About the Author
In 1983, Peter Anderson began writing for a small town daily in a mountain town just east of the Continental Divide. He covered school board and town council meetings and wrote features about trappers, circus people, rodeo clowns, miners, honky-tonk musicians, wildlife biologists, and late night ski hill groomers among others. After covering similar mountain town beats for the Pueblo Chieftain and the Denver Post, he wrote interpretive texts for state and national parks and authored a dozen children’s books on the cultural and natural history of the American West. For twenty years, he taught writing and literature, most recently at Adams State University in southern Colorado. For the last few decades, he has been performing in coffee houses, bars, libraries, colleges and other literary venues throughout Colorado with a gang of high country poets known as the River City Nomads.
Peter lives with his family on the western edge of the Sangre de Cristo Range in Crestone, Colorado, an eccentric mountain town full of spiritual seekers, old hippies and neo-rastafarians, Buddhist monks, modem cowboys, retired bikers, former executives turned poets, ranchers, philosopher-plumbers, green-leaning realtors, artists, writers, and musicians. From 2012-2022, he wrote about rural life in an end-of-the-road column called Dispatches from the Edge, which appeared monthly in Colorado Central Magazine and the Crestone Eagle.
From 2003-2009, Peter served as editor of Pilgrimage Magazine. From 2005-2008, he was the poetry editor for the Mountain Gazette, a legendary publication which was rooted in the Rocky Mountain region. In 2009, he edited Telling it Real: The Best of Pilgrimage Magazine (Pilgrimage Press), an anthology of poetry and nonfiction organized around the themes of story, place, spirit, and witness. In 2015, he co-edited (with Rick Kempa) an anthology of Grand Canyon poems called Going Down Grand (Lithic Press), which was nominated for a Colorado Book Award. For the 2015-16 school year, he was the Bennett Fellow Writer-in-Residence at Phillips Exeter Academy. In 2018, he launched the Crestone Poetry Festival (poemfest.com), an annual gathering of southwestern poets.
Peter's books include Riding the Wheel (Kelsay Books 2024), a lyrical almanac of prose poems and flash prose which affirms and celebrates the great wheel of life in the San Luis Valley; Reading Colorado: A Literary Road Guide (Bower House Books, 2023), an anthology of placed-based writings, which won a 2024 Colorado Book Award; Heading Home: Field Notes (Conundrum Press, 2017), a collection of short essays, flash prose, and prose poems, which Colorado novelist Laura Pritchett describes as offering "gorgeous meditations on traveling, the natural world, small towns, parenting, and...the cultural eccentricities of of the modern day west" ; and First Church of the Higher Elevations (Conundrum Press, 2015), which explores the ecology of story, spirituality, and landscape. His poems have appeared in various anthologies including New Poets of the American West (Many Voices Press) and Storied Wheels (Somos Publications).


Prompt:
Say how many lines in the records include the string "bounding", adding no other words.

START Supplied material

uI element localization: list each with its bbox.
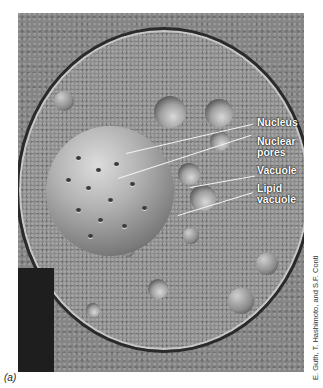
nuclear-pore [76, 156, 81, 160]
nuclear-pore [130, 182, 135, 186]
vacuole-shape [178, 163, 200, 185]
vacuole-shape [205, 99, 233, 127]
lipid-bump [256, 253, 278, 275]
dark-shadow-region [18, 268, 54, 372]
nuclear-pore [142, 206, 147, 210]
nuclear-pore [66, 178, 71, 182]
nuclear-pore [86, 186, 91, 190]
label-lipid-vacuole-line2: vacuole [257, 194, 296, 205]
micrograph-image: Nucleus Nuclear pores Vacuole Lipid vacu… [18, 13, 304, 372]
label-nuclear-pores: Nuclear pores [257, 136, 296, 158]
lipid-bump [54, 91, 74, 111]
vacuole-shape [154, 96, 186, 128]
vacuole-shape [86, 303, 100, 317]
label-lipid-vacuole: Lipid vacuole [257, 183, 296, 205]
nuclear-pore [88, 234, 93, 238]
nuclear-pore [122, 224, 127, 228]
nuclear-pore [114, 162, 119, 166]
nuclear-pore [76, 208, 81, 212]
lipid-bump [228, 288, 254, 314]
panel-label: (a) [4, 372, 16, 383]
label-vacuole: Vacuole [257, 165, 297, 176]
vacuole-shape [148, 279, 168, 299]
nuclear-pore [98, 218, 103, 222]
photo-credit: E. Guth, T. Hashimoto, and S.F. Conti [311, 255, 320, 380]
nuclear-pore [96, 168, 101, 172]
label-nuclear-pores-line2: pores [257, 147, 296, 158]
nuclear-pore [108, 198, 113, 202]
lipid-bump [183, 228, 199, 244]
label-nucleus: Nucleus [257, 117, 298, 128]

END Supplied material
START Supplied material

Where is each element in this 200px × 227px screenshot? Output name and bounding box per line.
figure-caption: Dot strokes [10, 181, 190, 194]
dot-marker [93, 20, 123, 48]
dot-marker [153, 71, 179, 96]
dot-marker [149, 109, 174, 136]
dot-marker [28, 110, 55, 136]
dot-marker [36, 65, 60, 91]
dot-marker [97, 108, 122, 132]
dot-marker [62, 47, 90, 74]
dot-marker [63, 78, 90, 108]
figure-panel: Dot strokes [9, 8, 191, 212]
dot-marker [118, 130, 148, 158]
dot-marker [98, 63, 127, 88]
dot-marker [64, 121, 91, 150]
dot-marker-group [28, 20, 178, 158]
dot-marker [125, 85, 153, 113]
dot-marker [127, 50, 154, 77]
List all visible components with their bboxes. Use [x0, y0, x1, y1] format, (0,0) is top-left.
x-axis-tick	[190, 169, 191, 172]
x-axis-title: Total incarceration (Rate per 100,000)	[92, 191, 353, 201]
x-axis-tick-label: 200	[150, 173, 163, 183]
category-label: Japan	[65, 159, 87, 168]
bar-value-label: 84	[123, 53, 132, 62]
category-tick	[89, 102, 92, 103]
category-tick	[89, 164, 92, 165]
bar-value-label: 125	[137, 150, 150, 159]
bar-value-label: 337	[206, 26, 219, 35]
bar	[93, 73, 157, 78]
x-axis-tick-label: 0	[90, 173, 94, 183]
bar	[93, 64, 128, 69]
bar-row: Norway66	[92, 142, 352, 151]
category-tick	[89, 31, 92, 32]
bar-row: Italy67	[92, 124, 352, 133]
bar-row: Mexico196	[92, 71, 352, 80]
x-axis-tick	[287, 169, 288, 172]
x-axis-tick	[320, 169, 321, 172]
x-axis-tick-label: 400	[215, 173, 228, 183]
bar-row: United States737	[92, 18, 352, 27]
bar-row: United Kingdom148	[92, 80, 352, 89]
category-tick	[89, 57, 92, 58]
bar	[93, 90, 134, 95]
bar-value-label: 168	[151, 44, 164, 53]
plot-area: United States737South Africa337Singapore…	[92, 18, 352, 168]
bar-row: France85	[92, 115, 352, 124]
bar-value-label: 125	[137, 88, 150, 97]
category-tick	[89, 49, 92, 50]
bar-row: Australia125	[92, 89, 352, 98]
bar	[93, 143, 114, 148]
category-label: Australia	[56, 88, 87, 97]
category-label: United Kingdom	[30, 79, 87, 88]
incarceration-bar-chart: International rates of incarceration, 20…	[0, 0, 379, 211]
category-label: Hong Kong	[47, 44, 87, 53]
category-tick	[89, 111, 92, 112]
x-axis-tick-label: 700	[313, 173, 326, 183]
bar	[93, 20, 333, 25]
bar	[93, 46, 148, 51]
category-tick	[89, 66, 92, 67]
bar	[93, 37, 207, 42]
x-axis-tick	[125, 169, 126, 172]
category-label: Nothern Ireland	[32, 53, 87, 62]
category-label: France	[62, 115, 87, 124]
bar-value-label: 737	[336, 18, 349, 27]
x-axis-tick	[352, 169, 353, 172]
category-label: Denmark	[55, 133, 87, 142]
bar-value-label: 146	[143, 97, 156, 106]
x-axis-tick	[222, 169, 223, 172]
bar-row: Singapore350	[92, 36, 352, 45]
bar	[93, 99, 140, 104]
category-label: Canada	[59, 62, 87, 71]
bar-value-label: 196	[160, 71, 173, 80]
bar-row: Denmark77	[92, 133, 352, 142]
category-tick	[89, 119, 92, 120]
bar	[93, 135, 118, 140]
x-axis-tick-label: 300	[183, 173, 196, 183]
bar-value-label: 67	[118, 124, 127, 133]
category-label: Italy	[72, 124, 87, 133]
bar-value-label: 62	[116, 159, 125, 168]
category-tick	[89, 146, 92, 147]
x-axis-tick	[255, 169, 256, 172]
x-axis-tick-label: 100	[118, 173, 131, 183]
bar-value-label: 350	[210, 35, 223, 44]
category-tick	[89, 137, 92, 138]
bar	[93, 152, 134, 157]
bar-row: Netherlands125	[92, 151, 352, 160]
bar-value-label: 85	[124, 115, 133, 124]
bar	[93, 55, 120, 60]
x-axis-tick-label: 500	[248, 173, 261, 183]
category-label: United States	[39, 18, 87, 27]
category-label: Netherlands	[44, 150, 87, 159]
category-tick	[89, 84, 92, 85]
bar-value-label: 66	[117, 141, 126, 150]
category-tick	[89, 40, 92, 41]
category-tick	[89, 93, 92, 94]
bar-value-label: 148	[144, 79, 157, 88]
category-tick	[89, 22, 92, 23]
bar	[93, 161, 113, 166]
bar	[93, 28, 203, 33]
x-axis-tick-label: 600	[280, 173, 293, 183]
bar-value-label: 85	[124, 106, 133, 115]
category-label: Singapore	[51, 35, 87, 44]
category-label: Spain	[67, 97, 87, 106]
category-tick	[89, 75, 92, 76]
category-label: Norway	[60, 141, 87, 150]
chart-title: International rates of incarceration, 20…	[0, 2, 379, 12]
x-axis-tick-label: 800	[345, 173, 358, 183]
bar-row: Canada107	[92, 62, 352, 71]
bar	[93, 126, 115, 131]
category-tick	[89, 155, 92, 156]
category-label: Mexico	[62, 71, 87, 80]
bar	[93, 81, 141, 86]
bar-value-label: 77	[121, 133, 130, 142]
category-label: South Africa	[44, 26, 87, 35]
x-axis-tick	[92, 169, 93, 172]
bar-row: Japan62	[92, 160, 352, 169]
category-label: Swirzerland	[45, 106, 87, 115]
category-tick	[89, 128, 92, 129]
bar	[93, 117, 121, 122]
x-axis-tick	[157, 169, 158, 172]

END Supplied material
START Supplied material

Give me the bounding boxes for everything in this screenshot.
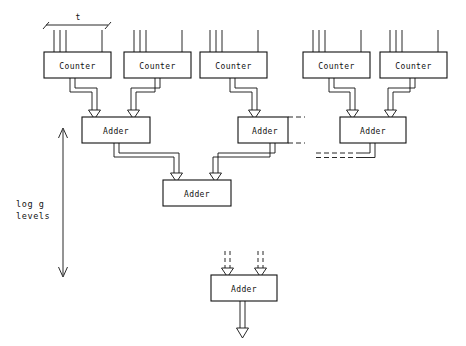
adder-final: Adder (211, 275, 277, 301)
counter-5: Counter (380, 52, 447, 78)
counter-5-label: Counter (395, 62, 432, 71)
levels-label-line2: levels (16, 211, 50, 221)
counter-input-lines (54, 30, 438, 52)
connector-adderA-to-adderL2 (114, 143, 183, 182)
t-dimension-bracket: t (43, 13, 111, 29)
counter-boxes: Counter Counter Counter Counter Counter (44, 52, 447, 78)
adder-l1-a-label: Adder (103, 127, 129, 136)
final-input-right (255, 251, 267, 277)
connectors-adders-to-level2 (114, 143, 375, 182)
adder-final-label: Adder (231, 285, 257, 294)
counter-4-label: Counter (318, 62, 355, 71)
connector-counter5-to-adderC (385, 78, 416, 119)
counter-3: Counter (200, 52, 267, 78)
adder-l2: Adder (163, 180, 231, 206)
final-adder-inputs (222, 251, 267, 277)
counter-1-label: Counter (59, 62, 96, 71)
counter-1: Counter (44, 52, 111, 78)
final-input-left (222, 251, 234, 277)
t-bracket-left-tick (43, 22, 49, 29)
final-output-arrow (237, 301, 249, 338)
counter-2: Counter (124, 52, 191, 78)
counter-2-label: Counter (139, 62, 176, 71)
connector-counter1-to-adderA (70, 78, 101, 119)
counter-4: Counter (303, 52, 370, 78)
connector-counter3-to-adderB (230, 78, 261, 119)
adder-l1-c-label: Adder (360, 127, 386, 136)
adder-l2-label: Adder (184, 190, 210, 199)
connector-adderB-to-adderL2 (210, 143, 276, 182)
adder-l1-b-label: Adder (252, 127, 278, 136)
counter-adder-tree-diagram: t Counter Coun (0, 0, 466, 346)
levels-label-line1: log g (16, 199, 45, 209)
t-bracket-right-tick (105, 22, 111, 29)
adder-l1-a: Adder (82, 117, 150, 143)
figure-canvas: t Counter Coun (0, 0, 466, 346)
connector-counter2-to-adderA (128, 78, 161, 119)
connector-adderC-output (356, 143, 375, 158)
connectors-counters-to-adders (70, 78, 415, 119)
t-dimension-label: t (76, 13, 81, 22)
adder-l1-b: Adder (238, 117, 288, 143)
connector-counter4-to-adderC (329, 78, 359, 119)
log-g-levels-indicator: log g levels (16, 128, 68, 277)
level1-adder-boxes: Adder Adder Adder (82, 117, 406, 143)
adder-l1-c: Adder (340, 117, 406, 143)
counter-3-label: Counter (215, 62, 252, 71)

END Supplied material

Problem solution:
2